Stan smiled, and they fell asleep that way, thinking about the things they weren't doing. Dogs started barking down in the valley around two o'clock in the morning, and Stan got up to close the sliding glass door. Kyle gravitated to him when he returned to bed. They always spooned persistently when they were away from home.
In the morning, Stan woke to the sound of Livy shutting the bathroom door too hard. She was wearing her bathing suit and a skirt with ruffles when she emerged, pulling her hair up into a messy ponytail. Kyle was quickly awake when Stan stirred, and he asked about the time. Topher was harder to wake than he had been the day before.
“It's like going to school time,” he complained, referring to the hour.
“But we're going surfing!” Stan said, pulling Topher's t-shirt off so he could start on his sunscreen.
“I don't want to,” Topher said.
“Well, too bad, we paid in advance.” That was Kyle, from the kitchen, his voice muffled by Chobani.

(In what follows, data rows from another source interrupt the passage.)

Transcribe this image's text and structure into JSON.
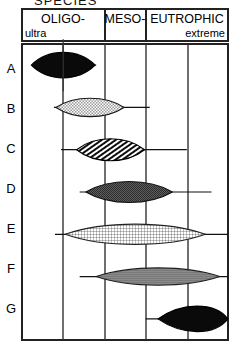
{
  "figure": {
    "top_clipped_label": "SPECIES",
    "header": {
      "columns": [
        {
          "main": "OLIGO-",
          "sub": "ultra",
          "main_align": "center",
          "sub_align": "left"
        },
        {
          "main": "MESO-",
          "sub": "",
          "main_align": "center",
          "sub_align": "center"
        },
        {
          "main": "EUTROPHIC",
          "sub": "extreme",
          "main_align": "center",
          "sub_align": "right"
        }
      ]
    },
    "row_labels": [
      "A",
      "B",
      "C",
      "D",
      "E",
      "F",
      "G"
    ],
    "colors": {
      "ink": "#000000",
      "frame": "#222222",
      "gridline": "#333333",
      "fill_solid": "#0a0a0a",
      "fill_light": "#c9c9c9",
      "fill_medium": "#8f8f8f",
      "fill_dark": "#5a5a5a",
      "background": "#ffffff"
    }
  },
  "chart_data": {
    "type": "area",
    "title": "SPECIES",
    "xlabel": "",
    "ylabel": "",
    "grid": true,
    "legend_position": "none",
    "axis_note": "Horizontal axis is a trophic-state gradient from ultra-oligotrophic (left) to extreme eutrophic (right); each row is a kite/lens diagram showing a taxon's abundance distribution along that gradient.",
    "x_categories": [
      "OLIGO-",
      "MESO-",
      "EUTROPHIC"
    ],
    "gridline_positions_px": [
      22,
      63,
      105,
      146,
      188,
      228
    ],
    "series": [
      {
        "name": "A",
        "fill": "solid-black",
        "center": 0.2,
        "half_width": 0.155,
        "peak": 1.0,
        "tail_right_to": 0.36,
        "tail_left_to": 0.055,
        "has_vertical_tick": true
      },
      {
        "name": "B",
        "fill": "light-stipple",
        "center": 0.33,
        "half_width": 0.165,
        "peak": 0.72,
        "tail_right_to": 0.62,
        "tail_left_to": 0.155
      },
      {
        "name": "C",
        "fill": "diagonal-hatch",
        "center": 0.43,
        "half_width": 0.165,
        "peak": 0.86,
        "tail_right_to": 0.8,
        "tail_left_to": 0.19
      },
      {
        "name": "D",
        "fill": "dark-stipple",
        "center": 0.52,
        "half_width": 0.21,
        "peak": 0.82,
        "tail_right_to": 0.92,
        "tail_left_to": 0.28
      },
      {
        "name": "E",
        "fill": "cross-hatch",
        "center": 0.55,
        "half_width": 0.34,
        "peak": 0.8,
        "tail_right_to": 1.02,
        "tail_left_to": 0.16
      },
      {
        "name": "F",
        "fill": "medium-gray",
        "center": 0.66,
        "half_width": 0.3,
        "peak": 0.68,
        "tail_right_to": 1.02,
        "tail_left_to": 0.28
      },
      {
        "name": "G",
        "fill": "solid-black",
        "center": 0.88,
        "half_width": 0.22,
        "peak": 1.0,
        "tail_right_to": 1.05,
        "tail_left_to": 0.6
      }
    ]
  }
}
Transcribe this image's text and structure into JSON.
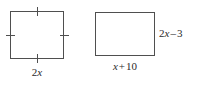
{
  "figure": {
    "kind": "geometry-diagram",
    "background_color": "#ffffff",
    "line_color": "#4f4f4f",
    "text_color": "#2b2b2b",
    "shapes": [
      {
        "name": "square",
        "tick_marks_per_side": 1,
        "sides_marked_congruent": true,
        "side_label": "2x"
      },
      {
        "name": "rectangle",
        "tick_marks_per_side": 0,
        "sides_marked_congruent": false,
        "width_label": "x + 10",
        "height_label": "2x – 3"
      }
    ]
  },
  "labels": {
    "square_side": {
      "full": "2x",
      "coefficient": "2",
      "variable": "x"
    },
    "rectangle_width": {
      "full": "x + 10",
      "variable": "x",
      "operator": "+",
      "constant": "10"
    },
    "rectangle_height": {
      "full": "2x – 3",
      "coefficient": "2",
      "variable": "x",
      "operator": "–",
      "constant": "3"
    }
  }
}
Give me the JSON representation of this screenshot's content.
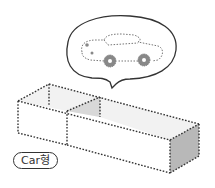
{
  "label": {
    "text": "Car형"
  },
  "illustration": {
    "description": "Open rectangular box divided into compartments with dotted edges, and a thought bubble containing a dotted-outline car",
    "colors": {
      "line": "#333333",
      "dots": "#555555",
      "shade_light": "#ececec",
      "shade_dark": "#b8b8b8",
      "wheel": "#777777"
    }
  }
}
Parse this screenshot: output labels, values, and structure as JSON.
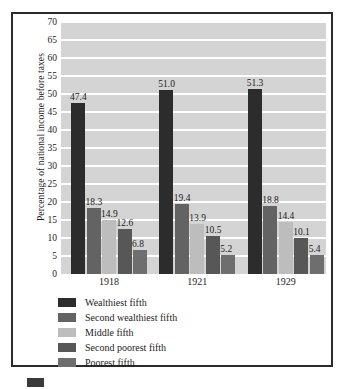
{
  "chart_data": {
    "type": "bar",
    "title": "",
    "subtitle": "",
    "xlabel": "",
    "ylabel": "Percentage of national income before taxes",
    "categories": [
      "1918",
      "1921",
      "1929"
    ],
    "ylim": [
      0,
      70
    ],
    "yticks": [
      0,
      5,
      10,
      15,
      20,
      25,
      30,
      35,
      40,
      45,
      50,
      55,
      60,
      65,
      70
    ],
    "ytick_labels": [
      "0",
      "5",
      "10",
      "15",
      "20",
      "25",
      "30",
      "35",
      "40",
      "45",
      "50",
      "55",
      "60",
      "65",
      "70"
    ],
    "grid": true,
    "grid_axis": "y",
    "legend_position": "bottom-left",
    "data_labels": true,
    "series": [
      {
        "name": "Wealthiest fifth",
        "color": "#2c2c2c",
        "values": [
          47.4,
          51.0,
          51.3
        ],
        "labels": [
          "47.4",
          "51.0",
          "51.3"
        ]
      },
      {
        "name": "Second wealthiest fifth",
        "color": "#636363",
        "values": [
          18.3,
          19.4,
          18.8
        ],
        "labels": [
          "18.3",
          "19.4",
          "18.8"
        ]
      },
      {
        "name": "Middle fifth",
        "color": "#bdbdbd",
        "values": [
          14.9,
          13.9,
          14.4
        ],
        "labels": [
          "14.9",
          "13.9",
          "14.4"
        ]
      },
      {
        "name": "Second poorest fifth",
        "color": "#575757",
        "values": [
          12.6,
          10.5,
          10.1
        ],
        "labels": [
          "12.6",
          "10.5",
          "10.1"
        ]
      },
      {
        "name": "Poorest fifth",
        "color": "#6e6e6e",
        "values": [
          6.8,
          5.2,
          5.4
        ],
        "labels": [
          "6.8",
          "5.2",
          "5.4"
        ]
      }
    ],
    "colors": {
      "plot_background": "#d4d4d4",
      "gridline": "#ffffff",
      "frame": "#2a2a2a",
      "text": "#1d1d1d"
    }
  },
  "legend": {
    "items": [
      {
        "label": "Wealthiest fifth",
        "color": "#2c2c2c"
      },
      {
        "label": "Second wealthiest fifth",
        "color": "#636363"
      },
      {
        "label": "Middle fifth",
        "color": "#bdbdbd"
      },
      {
        "label": "Second poorest fifth",
        "color": "#575757"
      },
      {
        "label": "Poorest fifth",
        "color": "#6e6e6e"
      }
    ]
  }
}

“What would you do if you could do anything today?” Stan asked. Surfing in Hawaii should be high on anyone's list, he thought.
“The movies,” Topher said.
“They film movies here,” Stan said. “Because it's so amazing. They don't even have to make sets.”
“Can we watch them filming the movies?” Topher asked.
“No,” Kyle said.
“They're not working on anything right now,” Stan said. “But that would be cool if they were!”
He wasn't sure why he was being so indulgent, and he could see on Kyle's face that it wasn't appreciated. Stan just wanted everyone to be happy on this trip, and they couldn't seem to all manage it simultaneously. He thought of his disastrous family vacations as a kid: Randy lost on some back country road, his mother tearfully trying to keep everyone calm, Shelly with her headphones plugged in, scowling out the window and doing her best to pretend she was alone. Stan would write letters to Kyle while the car bumped along toward some campsite where none of them particularly wanted to arrive. Kyle always made him promise to write, and Stan hardly ever got a chance to mail the letters. He'd deliver them by hand when he got home: Kyle, I wish you were here, because this sucks. Stan rarely knew what to say after that, so he would usually just list the things that were sucking at the moment.
The drive to North Shore was beautiful, along the Kamehameha Highway, cutting through lush mountains. They could see the other shore after thirty minutes, deep blue in the distance. They drove past pineapple fields and various other farmlands, and Stan was surprised how peaceful everything seemed. Apparently most of the touristy noise on Oahu was restricted to Waikiki, which Kyle had only devoted half a day to. Stan appreciated that, though in the end he'd only managed to arrange for one hike and one morning at a nature preserve.
They met their surf instructors in a gas station parking lot. They were both young women, one petite and sleepy-eyed and the other a more traditional-looking surf girl with curves that were muffining over the top of her jean shorts and long hair that had been dyed a kind of dirty-looking maroon color.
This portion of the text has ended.